J.D. Davis Can Blame Pete Alonso From The Bench

In April, Kris Bryant hit a routine grounder to third, and he was safe because J.D. Davis doesn’t charge the ball before triple clutching it. Davis’ response to the play was he didn’t know what happened because he delivered a strike.

That’s right. Davis completely botched the play, and he laid the blame at the feet of his first baseman who did all he could do to save him. Apparently, this is not an isolated incident.

Against the Los Angeles Dodgers, Davis made a dive to stop a Chris Taylor grounder. Now, for any other third baseman, this is a routine play, but Davis, he of limited ability, he has to dive.

Then, somehow thinking he’s Manny Machado or Nolan Arenado, he goes to throw from his knee. Davis proceeds to throw it away despite Alonso’s desperate attempts to knock it down and keep it from rolling away.

Of course, Davis, thinking he’s amazing, has an issue not with himself. No, the Dodgers cameras showed us Davis was in fact irritated with Alonso:

This error, which was properly attributed to Davis, was the beginning of the end for the Mets. From there, Taijuan Walker let up some seeing eye hits which saw a 2-1 deficit grow to 4-1.

The shame is this is not at all reflective of how Walker pitched. Walker was quite good against a loaded lineup. However, when you play someone completely incapable of playing third at third this stuff tends to happen.

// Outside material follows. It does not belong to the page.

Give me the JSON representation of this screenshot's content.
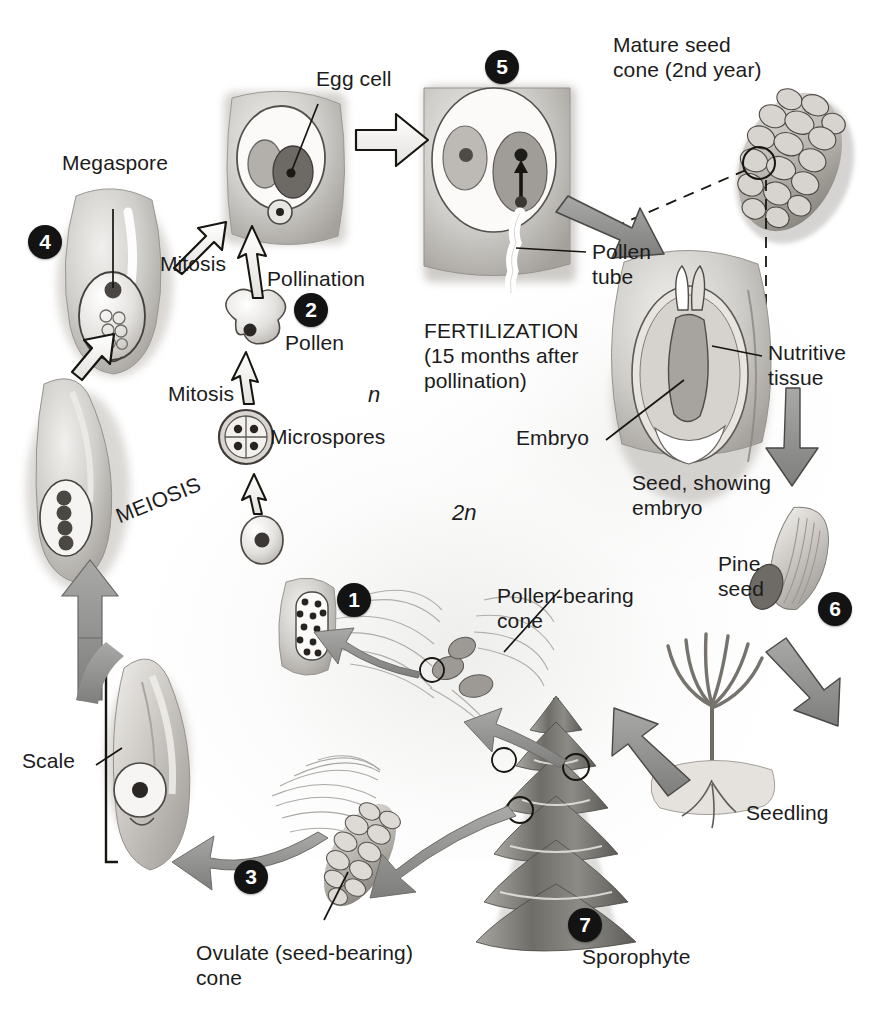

Really, Davis has no business at third. He has a -10 OAA and a -25 DRS at the position. He’s shown zero improvement, and as we saw, he apparently doesn’t think he’s the problem.

At the plate, he’s still a guy with an outlier second half fueled by an unsustainable BABIP. For those who point to this year’s numbers, again, they’re unsustainable.

Over his first 14 games, he had great stats with a .583 BABIP. No one can keep that up, and he hasn’t.

Since returning from the IL, he’s hitting .252/.352/.396. Even that has a lot of luck with a .375 BABIP. Notably, he’s struck out 32.4% of the time.

None of this even addresses his running the Mets out of the inning by getting doubled off second. Really, when you look at everything, you see a guy with a low baseball IQ and next to no instincts.

The press can continue to not cover his comments at Alonso much like how they ignored his involvement with the Houston Astros cheating scandal and lying about it. They can pretend he’s a better player than Bryant.

However, in the end, what you have is someone who is a mediocre hitter, wholly incapable defender, and someone who is completely unaccountable for his actions. That’s not a player who should be in your lineup.

One Reply to “J.D. Davis Can Blame Pete Alonso From The Bench”

  1. metsdaddy says:

    You’re kidding, right?

    Alonso doesn’t lunge, and Bryant is out. Also, Alonso’s coming off the base was a result of where it was thrown.